Something’s left with no means to retrieve it.
A candle out in the down–clap of darkness. Then to wade and wade—
In grief: I, detached from place and time.
—
You appear in candlelight across the table.
The oysters gleam in butter. I ask for your hand.
Our fingers hold together for the first time.
—
If we accept that we can see that hill over there, we propose that from that hill we can be seen.
—
In a voicemail, you’re walking downhill
to your house, a detail I now know about.
Static crinkles out your breath
to see if I want to talk.
—
I worry that your dream was right.
That I was the abuser, not you. How do I know?
—
We only see what we look at. To look is an act of choice.
—
There’s a way, in your dream,
that you’re able to love me.
The you I love inside the dream
who asks how we can remember.
I want your dream to be right.
—
Now somewhere else, when I read your words,
I get back into the habit of undoing my own.
—
I said yes to your dream so many times
I saw myself as you dreamed me.
—
If we can see the present clearly enough, we shall ask the right questions of the past.
—
How do I know?
I don’t.
—
Once you leave someone, the dream becomes divided.
Your sense of reality.
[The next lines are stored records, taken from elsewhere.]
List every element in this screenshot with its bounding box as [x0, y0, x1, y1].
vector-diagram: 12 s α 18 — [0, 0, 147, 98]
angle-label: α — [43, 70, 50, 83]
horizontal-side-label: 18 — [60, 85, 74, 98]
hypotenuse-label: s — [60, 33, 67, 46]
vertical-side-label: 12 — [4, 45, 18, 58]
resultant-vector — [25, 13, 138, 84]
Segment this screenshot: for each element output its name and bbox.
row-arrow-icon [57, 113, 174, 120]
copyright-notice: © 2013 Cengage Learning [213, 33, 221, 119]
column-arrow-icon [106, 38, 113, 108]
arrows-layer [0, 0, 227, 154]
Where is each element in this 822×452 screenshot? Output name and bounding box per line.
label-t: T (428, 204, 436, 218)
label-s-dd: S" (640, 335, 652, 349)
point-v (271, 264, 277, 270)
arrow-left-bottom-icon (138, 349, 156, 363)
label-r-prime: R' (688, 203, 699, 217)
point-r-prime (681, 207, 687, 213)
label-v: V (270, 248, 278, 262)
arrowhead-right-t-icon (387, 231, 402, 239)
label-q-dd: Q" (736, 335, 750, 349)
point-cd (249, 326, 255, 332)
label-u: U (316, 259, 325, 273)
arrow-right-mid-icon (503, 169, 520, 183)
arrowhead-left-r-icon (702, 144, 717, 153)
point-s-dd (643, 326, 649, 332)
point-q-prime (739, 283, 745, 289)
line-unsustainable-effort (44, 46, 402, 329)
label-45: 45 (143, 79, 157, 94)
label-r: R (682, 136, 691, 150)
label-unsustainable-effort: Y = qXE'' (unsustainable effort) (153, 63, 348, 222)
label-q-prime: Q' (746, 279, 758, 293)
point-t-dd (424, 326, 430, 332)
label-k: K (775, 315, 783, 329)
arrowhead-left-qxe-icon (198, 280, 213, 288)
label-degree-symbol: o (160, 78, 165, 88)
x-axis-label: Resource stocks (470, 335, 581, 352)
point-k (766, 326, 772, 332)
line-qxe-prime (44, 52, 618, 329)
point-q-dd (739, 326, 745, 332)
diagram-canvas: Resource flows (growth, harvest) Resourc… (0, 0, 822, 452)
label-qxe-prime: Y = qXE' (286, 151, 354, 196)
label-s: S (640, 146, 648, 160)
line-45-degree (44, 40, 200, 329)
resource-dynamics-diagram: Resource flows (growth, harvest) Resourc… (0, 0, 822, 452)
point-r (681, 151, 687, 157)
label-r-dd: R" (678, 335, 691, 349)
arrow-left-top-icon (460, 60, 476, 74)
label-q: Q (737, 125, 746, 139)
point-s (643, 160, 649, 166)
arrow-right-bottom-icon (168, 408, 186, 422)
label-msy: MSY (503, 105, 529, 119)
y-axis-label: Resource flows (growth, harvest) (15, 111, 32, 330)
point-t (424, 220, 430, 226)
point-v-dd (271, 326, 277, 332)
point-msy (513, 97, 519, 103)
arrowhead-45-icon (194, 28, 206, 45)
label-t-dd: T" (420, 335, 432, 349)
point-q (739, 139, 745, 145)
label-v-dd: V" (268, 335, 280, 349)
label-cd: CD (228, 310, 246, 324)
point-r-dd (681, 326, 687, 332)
Their sense of reality.
—
Images were first made to conjure up the appearances of something that was absent.
—
The divided field is a field that cannot be seen
through the eyes of one person. That is,
a field with space for your absence.
—
In my dreams, you remain as vivid as ever,
but you no longer have control over me.
—
A dream is in and out of focus; it is both to aspire
and to touch in spirit—reverie. It is the act of giving
away control of consciousness, to see and be seen
but out of focus. A dream is, in both cases, a vision.
The dream reminds me: what I see and what I know
is never settled. The dream is, also, neither the future
nor the past but a perception of the world through me,
both voluntary and not.
But to hear correctly is my concern. I have no other.
So what is written follows, gets lost, finds the path
again—and what is seen there: that is all included.
NOTES: Italicized quotes are from Ways of Seeing by John Berger. The quote in the last section is from an essay by Marina Tsvetaeva, translated by Angela Livingstone.